Lyophobic materials hate solvents and require special treatment to form colloidal solutions. They are irreversible and unstable, and their molecules repel other materials. Lyophobic solutions respond to electric charges and require stabilizers to obtain compound solutions.
“Lyophobic” is a descriptive term for the state of certain particles of matter when combined in a solution. The term comes from the breakdown of lyo, meaning “solvent”, and phobic, meaning “hate”. Lyophobic materials hate all solvents, unlike hydrophobic materials which only hate water.
Solvent-hating materials such as iron, mercury, arsenic and precious metals such as gold and platinum require special treatment. These materials usually combine into solutions called colloidal solutions; Lyophobic colloids are one of the two main types of colloidal solutions. Since solvent-hating materials do not form solutions easily, various elaborate preparations are made to present them in a useful compound.

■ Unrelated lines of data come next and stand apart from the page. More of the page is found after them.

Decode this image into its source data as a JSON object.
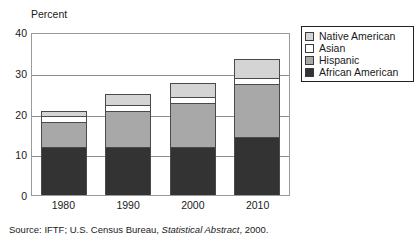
{
  "chart_data": {
    "type": "bar",
    "subtype": "stacked-bar",
    "title": "",
    "xlabel": "",
    "ylabel": "Percent",
    "ylim": [
      0,
      40
    ],
    "yticks": [
      0,
      10,
      20,
      30,
      40
    ],
    "grid": true,
    "legend_position": "right",
    "categories": [
      "1980",
      "1990",
      "2000",
      "2010"
    ],
    "series": [
      {
        "name": "African American",
        "color": "#333333",
        "values": [
          12.0,
          12.0,
          12.0,
          14.3
        ]
      },
      {
        "name": "Hispanic",
        "color": "#a8a8a8",
        "values": [
          6.1,
          8.9,
          10.9,
          13.4
        ]
      },
      {
        "name": "Asian",
        "color": "#ffffff",
        "values": [
          1.5,
          1.5,
          1.5,
          1.4
        ]
      },
      {
        "name": "Native American",
        "color": "#d4d4d4",
        "values": [
          1.4,
          2.6,
          3.4,
          4.7
        ]
      }
    ],
    "totals": [
      21.0,
      25.0,
      27.8,
      33.8
    ],
    "stack_order_bottom_to_top": [
      "African American",
      "Hispanic",
      "Asian",
      "Native American"
    ]
  },
  "axis": {
    "y_title": "Percent",
    "y_tick_labels": [
      "40",
      "30",
      "20",
      "10",
      "0"
    ],
    "x_tick_labels": [
      "1980",
      "1990",
      "2000",
      "2010"
    ]
  },
  "legend": {
    "items": [
      {
        "label": "Native American",
        "color": "#d4d4d4"
      },
      {
        "label": "Asian",
        "color": "#ffffff"
      },
      {
        "label": "Hispanic",
        "color": "#a8a8a8"
      },
      {
        "label": "African American",
        "color": "#333333"
      }
    ]
  },
  "source": {
    "prefix": "Source: IFTF; U.S. Census Bureau, ",
    "italic": "Statistical Abstract",
    "suffix": ", 2000."
  },
  "colors": {
    "african_american": "#333333",
    "hispanic": "#a8a8a8",
    "asian": "#ffffff",
    "native_american": "#d4d4d4",
    "grid": "#8d8d8d",
    "frame": "#9a9a9a",
    "text": "#1a1a1a"
  }
}
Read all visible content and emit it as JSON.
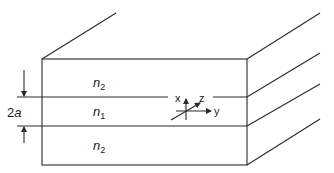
{
  "diagram": {
    "type": "slab-waveguide",
    "layers": [
      {
        "id": "cladding-top",
        "label": "n",
        "subscript": "2"
      },
      {
        "id": "core",
        "label": "n",
        "subscript": "1"
      },
      {
        "id": "cladding-bottom",
        "label": "n",
        "subscript": "2"
      }
    ],
    "dimension": {
      "label_num": "2",
      "label_var": "a"
    },
    "axes": {
      "x": "x",
      "y": "y",
      "z": "z"
    },
    "colors": {
      "line": "#2a2a2a",
      "background": "#ffffff"
    }
  }
}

The properties of lyophobic materials include their irreversibility and their instability. They are considered irreversible organic compounds because, if the solvent is removed, they do not easily form another compound by simply introducing new solvent. Lyophilic colloidal materials, which are considered solvent-loving, are considered reversible as they recombine easily. Lyophobic materials in solution are considered to be less stable, because their interaction forces with other materials are so weak compared to the strong bonds of lyophilic materials. Their molecules repel other materials, so they must be manipulated to make possible the creation of colloidal solutions.

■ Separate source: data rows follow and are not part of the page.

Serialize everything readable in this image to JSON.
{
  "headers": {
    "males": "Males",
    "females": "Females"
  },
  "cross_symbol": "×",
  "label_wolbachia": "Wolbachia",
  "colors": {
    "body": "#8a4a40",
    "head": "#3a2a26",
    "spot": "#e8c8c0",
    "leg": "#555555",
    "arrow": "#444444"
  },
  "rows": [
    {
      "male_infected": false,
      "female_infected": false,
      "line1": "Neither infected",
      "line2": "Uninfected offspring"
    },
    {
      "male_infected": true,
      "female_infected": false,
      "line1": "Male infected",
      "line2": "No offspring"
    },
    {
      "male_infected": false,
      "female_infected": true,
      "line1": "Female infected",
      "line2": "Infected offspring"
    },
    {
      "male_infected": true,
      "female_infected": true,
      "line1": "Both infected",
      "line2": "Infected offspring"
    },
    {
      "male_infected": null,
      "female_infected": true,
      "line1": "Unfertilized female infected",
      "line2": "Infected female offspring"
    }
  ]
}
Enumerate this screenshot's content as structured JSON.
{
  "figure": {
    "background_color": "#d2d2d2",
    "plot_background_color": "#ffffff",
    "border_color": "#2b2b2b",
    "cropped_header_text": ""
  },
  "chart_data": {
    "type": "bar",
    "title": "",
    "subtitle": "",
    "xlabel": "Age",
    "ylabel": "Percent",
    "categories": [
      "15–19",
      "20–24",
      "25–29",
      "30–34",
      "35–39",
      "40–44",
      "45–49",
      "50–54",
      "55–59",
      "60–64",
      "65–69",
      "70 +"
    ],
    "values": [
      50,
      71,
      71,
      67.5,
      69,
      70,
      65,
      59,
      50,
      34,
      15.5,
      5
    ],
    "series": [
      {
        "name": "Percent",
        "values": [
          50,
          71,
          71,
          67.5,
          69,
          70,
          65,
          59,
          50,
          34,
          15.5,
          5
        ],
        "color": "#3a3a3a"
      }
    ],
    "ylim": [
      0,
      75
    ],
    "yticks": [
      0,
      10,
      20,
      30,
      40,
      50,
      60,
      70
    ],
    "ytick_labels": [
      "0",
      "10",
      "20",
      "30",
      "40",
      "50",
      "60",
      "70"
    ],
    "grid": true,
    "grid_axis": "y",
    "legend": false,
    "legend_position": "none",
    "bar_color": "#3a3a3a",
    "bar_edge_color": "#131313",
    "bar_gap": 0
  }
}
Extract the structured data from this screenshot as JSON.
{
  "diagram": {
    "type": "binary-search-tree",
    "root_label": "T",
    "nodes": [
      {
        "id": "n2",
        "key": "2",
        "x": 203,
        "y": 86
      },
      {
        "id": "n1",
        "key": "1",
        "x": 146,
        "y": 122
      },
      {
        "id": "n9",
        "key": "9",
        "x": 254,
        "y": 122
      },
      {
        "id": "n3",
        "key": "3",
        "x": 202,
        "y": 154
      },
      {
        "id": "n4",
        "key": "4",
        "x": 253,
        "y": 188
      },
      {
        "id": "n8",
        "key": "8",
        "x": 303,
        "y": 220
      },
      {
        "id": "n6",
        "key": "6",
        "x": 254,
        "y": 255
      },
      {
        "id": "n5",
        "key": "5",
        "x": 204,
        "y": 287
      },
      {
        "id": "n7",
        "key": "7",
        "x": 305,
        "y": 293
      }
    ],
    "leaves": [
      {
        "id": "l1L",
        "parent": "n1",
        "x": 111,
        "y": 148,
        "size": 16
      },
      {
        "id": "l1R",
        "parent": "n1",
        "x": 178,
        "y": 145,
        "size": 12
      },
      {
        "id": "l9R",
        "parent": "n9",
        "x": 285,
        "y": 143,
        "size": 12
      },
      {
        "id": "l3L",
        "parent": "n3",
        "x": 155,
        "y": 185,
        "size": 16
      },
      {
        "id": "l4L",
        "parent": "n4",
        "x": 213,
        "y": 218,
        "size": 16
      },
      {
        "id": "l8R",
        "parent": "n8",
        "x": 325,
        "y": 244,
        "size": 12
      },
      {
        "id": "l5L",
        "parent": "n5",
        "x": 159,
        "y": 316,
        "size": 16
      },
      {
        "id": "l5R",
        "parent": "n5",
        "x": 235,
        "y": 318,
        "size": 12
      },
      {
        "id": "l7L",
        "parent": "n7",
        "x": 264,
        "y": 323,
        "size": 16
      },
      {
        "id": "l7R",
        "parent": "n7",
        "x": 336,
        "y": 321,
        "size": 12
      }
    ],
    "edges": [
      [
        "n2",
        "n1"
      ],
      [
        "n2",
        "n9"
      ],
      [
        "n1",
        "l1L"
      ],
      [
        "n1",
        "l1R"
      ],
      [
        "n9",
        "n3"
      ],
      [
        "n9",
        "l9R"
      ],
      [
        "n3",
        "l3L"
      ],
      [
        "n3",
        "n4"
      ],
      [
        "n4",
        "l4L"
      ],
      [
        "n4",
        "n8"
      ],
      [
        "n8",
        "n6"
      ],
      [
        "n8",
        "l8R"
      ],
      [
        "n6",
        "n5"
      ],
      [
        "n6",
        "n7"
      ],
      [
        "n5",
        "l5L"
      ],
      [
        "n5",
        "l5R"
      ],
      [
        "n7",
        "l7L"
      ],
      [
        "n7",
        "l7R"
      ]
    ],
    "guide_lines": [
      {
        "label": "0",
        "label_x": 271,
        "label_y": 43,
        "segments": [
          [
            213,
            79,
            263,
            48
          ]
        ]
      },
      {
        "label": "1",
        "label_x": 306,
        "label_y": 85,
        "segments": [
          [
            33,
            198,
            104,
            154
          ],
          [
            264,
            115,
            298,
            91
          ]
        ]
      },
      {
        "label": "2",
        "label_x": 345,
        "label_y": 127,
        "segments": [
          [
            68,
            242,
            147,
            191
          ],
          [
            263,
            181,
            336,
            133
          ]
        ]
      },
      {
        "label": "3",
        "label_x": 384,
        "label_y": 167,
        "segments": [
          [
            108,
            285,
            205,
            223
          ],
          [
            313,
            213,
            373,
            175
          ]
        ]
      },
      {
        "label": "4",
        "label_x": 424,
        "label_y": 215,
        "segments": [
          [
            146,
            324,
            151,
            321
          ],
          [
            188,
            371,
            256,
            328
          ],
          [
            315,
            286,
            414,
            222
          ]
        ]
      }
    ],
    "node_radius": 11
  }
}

One of the properties of lyophobic colloidal solutions that differentiate them from lyophilic colloidal solutions is their behavior under positive and negative electric charges. Lyophobic solutions under an electric field will immediately shift towards negative if a negative charge is applied and towards positive if a positive charge is applied. Lyophilic solutions do not respond to electric charges at all, unless the dispersing agent in which they were dissolved responds to the charge, in which case they follow their dispersant. Lyophobic solutions of starches, proteins, and sulfur have a viscosity similar to or equal to that of their dispersing solvents, while lyophilic solutions are much stickier than their dispersing solvent.
Since liquid-hating substances require manipulations and stabilizers to obtain compound solutions, different preparations have been developed based on the essential nature of the particular lyophobic material. For example, to obtain a colloidal compound with gold, reducing agents such as formaldehyde or hydrogen peroxide can be used to treat the gold salts to produce a gold solution with a purple hue. Mercury is prepared by changing its physical state when its vapor is passed through a cold water bath with the addition of a stabilizer such as ammonium salt. Paints, varnishes, and black inks are lyophobic colloidal materials that pass through a mechanical colloid mill that grinds the solution between two rotating disks to create a shear force to combine them when the particles are nanometer-sized.